[lbo-talk] How to explain things to (right-wing) libertarians

Carl Remick carlremick at hotmail.com
Sun Apr 1 09:45:39 PDT 2007



>From: Carrol Cox <cbcox at ilstu.edu>
>
>... the real question raised by the subject line is not
>coalition building but how the coalition itself should allocate its
>energies. I've worked with libertarians on some issues, but really
>focusing on them for a general coalition -- you've got to be kidding.
>Isn't there some biblical parable about sowing seeds on infertile
>ground?

[Absolutely. There's an interesting book review in the NY Times today focusing on the history of the American libertarian movement and its patron saint Ayn Rand, who ranks with Barbara Cartland as a philosopher and author of romance novels. What a wacky bunch. Not to be snooty, but does the left *really* need a destabilizing libertarian component in the Great Progressive Coalition? Libertarians' influence to date, as described below, has given rise to "libertarian paternalism," where "the market will be allowed to work its efficient magic, but government will step in to correct the market’s failures." To me that sounds suspiciously like something that has long been identified by a different name, "lemon socialism" -- that's where the private sector engages in orgies of destructive creation, and the public sector gets to pay the tab (see also the Savings & Loan Crisis of the 1980s). From a review of "Radicals for Capitalism: A Freewheeling History of the Modern American Libertarian Movement" by Brian Doherty:]

... Doherty [a senior editor at Reason magazine] merely catalogs the [libertarian] movement’s failings rather than grappling with them. He relates that Rand “notoriously testified” before the big-brotherly House Un-American Activities Committee in October 1947, when the committee was investigating Hollywood, where Rand had worked as a screenwriter, but the episode receives only two paragraphs. He skates over other questionable matters, too: for instance, that Friedman advised the murderous Pinochet regime in Chile; that Merwin Hart “infected his free-market thought with anti-Semitism”; and that Rothbard supported Strom Thurmond’s segregationist campaign for president in 1948 (because, Doherty casually observes, “he admired Thurmond’s states’ rights position”). The book fails to ask why people who claim to love freedom have so often had a soft spot for those who would deny it to others. Libertarianism has now arrived at an interesting juncture. The moment for its grandest ambitions seems to have passed. President Bush is no longer talking about privatizing Social Security, and his free-market approach to rebuilding Iraq has proven disastrous. The libertarians at the Cato Institute, meanwhile, are struggling to persuade people that global warming — the archetypal free-market failure — is a hoax. Yet in an irony worthy of Rand’s collective, the solution to climate change will probably have a libertarian tinge. The global warming debate is coalescing around a “cap and trade” solution in which energy-efficient companies would be rewarded by the market. In fact, across a range of major issues — energy policy, health care, retirement savings — a hybrid form of laissez-faire capitalism and collectivism seems to be ascendant. The market will be allowed to work its efficient magic, but government will step in to correct the market’s failures. “Libertarian paternalism” is the name two University of Chicago professors, Cass Sunstein and Richard Thaler, have devised for one version of this philosophy.

Many of the purists who populate “Radicals for Capitalism” would surely hate an idea like libertarian paternalism. But they also might understand that they helped to make it possible.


● **Assigned task**:
Repeat exactly the lines of the material below that run from the "Image is 868x416 pixels." line to the "Image is 980x551 pixels." line, including both, and do not carry over any pictures.
****************
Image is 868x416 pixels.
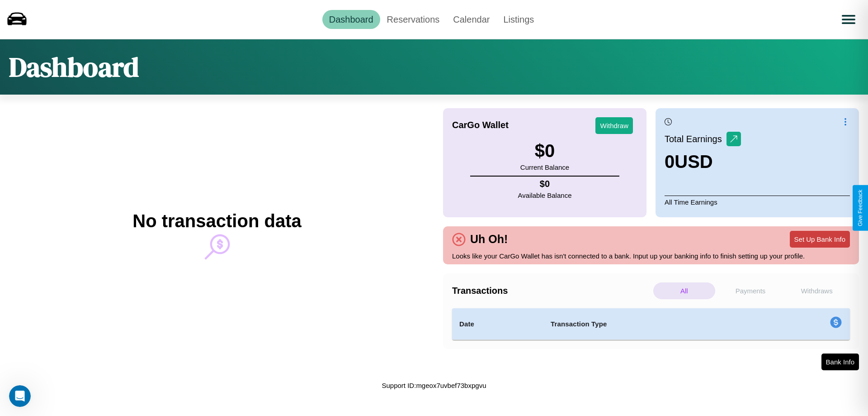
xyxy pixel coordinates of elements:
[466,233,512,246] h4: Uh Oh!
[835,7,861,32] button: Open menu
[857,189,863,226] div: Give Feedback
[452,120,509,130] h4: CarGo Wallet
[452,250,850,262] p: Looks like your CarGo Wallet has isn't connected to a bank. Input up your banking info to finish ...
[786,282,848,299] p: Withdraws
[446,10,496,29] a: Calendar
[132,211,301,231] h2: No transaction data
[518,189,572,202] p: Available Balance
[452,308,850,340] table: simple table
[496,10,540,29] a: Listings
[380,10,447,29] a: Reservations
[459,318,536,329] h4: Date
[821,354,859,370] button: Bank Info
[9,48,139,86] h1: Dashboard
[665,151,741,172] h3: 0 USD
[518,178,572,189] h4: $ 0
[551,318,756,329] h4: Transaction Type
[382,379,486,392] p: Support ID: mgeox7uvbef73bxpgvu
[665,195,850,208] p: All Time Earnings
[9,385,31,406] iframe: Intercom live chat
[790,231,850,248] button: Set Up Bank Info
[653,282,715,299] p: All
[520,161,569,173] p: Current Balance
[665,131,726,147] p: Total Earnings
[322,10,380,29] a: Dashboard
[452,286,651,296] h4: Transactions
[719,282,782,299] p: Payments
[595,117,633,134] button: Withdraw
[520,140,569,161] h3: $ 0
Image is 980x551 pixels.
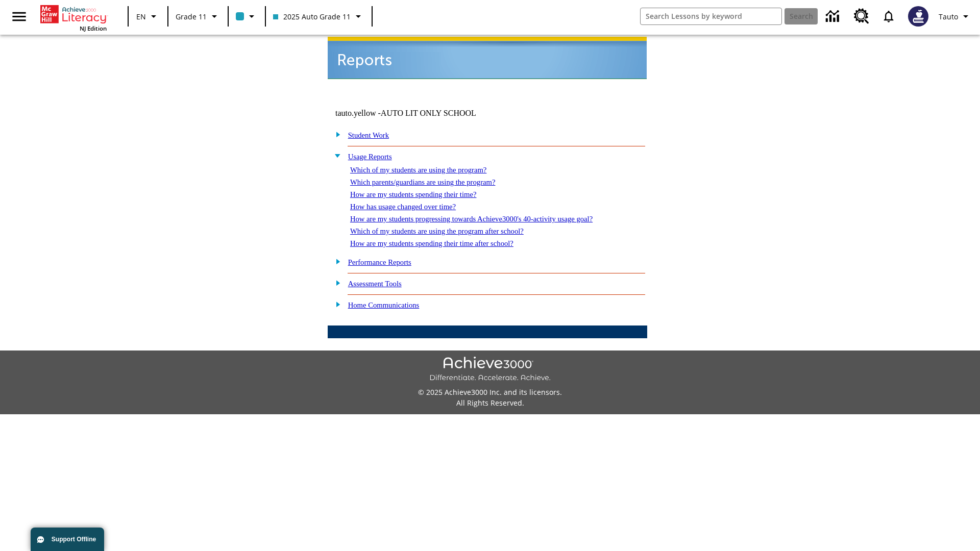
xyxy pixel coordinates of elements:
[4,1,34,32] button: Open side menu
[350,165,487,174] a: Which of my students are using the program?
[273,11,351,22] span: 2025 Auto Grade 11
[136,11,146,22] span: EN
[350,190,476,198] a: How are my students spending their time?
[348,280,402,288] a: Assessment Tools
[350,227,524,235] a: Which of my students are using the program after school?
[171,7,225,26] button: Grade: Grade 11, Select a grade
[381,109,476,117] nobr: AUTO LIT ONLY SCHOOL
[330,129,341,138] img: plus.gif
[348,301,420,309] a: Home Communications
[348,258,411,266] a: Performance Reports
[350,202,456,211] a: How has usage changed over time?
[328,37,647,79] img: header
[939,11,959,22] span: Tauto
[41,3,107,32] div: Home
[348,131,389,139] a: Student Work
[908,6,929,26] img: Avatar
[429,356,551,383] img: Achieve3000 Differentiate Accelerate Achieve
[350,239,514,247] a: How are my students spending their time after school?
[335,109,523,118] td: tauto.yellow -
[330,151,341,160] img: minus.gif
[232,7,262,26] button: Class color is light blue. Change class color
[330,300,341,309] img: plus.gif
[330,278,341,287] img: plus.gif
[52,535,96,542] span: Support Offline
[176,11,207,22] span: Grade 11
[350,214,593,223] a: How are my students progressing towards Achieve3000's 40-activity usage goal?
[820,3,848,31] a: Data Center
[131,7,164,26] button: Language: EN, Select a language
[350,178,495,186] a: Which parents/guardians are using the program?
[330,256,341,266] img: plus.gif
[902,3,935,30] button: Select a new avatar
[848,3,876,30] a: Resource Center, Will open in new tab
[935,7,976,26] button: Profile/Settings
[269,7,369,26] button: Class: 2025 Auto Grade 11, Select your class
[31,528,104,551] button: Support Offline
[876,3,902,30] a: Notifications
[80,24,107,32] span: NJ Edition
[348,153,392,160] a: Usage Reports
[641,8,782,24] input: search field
****************
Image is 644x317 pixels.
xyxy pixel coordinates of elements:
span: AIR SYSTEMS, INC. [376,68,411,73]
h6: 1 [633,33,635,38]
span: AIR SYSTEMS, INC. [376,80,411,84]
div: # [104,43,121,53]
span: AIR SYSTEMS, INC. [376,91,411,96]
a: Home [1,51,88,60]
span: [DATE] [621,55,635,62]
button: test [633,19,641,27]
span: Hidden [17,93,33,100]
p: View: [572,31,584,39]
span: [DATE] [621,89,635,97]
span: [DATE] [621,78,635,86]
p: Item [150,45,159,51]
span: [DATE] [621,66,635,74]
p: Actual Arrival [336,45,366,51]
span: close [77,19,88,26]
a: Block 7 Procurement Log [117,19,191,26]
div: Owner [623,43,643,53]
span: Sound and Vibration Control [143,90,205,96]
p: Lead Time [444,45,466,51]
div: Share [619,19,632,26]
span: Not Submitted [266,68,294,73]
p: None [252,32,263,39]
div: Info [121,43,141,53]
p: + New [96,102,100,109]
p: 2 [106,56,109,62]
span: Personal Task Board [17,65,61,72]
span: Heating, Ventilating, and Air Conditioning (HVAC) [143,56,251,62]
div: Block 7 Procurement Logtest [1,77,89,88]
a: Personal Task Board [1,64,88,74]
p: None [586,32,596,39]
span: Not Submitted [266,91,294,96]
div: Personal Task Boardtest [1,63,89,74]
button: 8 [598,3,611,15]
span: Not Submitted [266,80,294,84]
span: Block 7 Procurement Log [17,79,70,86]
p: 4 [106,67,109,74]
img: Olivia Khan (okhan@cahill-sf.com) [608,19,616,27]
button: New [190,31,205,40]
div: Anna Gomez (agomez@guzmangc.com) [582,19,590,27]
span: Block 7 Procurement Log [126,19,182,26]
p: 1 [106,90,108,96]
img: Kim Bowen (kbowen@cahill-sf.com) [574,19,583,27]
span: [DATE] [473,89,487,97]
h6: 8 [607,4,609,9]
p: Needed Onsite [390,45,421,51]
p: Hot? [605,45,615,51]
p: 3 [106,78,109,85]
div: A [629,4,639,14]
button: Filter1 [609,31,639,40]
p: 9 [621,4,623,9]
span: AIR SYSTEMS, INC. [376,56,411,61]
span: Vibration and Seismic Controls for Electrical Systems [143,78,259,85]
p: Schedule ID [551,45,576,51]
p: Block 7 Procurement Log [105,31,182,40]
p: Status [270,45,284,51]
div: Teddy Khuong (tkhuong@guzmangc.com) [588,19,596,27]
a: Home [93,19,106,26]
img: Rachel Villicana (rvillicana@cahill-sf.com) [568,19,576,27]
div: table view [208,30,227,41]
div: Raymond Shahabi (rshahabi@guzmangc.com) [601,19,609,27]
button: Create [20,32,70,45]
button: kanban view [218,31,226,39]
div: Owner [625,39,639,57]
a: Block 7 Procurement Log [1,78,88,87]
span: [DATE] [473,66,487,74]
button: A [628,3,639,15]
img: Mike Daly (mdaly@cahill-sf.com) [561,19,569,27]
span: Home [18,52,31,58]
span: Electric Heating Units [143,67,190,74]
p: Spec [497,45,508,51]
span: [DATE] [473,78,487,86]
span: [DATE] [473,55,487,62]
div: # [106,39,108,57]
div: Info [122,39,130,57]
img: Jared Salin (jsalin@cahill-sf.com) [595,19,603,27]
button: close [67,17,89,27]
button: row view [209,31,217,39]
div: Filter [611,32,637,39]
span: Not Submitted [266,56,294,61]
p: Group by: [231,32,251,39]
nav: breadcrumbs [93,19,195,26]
****************
● **Task output**:
Image is 868x416 pixels.
xyxy pixel coordinates of elements:
[466,233,512,246] h4: Uh Oh!
[835,7,861,32] button: Open menu
[857,189,863,226] div: Give Feedback
[452,120,509,130] h4: CarGo Wallet
[452,250,850,262] p: Looks like your CarGo Wallet has isn't connected to a bank. Input up your banking info to finish ...
[786,282,848,299] p: Withdraws
[446,10,496,29] a: Calendar
[132,211,301,231] h2: No transaction data
[518,189,572,202] p: Available Balance
[452,308,850,340] table: simple table
[496,10,540,29] a: Listings
[380,10,447,29] a: Reservations
[459,318,536,329] h4: Date
[821,354,859,370] button: Bank Info
[9,48,139,86] h1: Dashboard
[665,151,741,172] h3: 0 USD
[518,178,572,189] h4: $ 0
[551,318,756,329] h4: Transaction Type
[382,379,486,392] p: Support ID: mgeox7uvbef73bxpgvu
[665,195,850,208] p: All Time Earnings
[9,385,31,406] iframe: Intercom live chat
[790,231,850,248] button: Set Up Bank Info
[653,282,715,299] p: All
[520,161,569,173] p: Current Balance
[665,131,726,147] p: Total Earnings
[322,10,380,29] a: Dashboard
[452,286,651,296] h4: Transactions
[719,282,782,299] p: Payments
[595,117,633,134] button: Withdraw
[520,140,569,161] h3: $ 0
Image is 980x551 pixels.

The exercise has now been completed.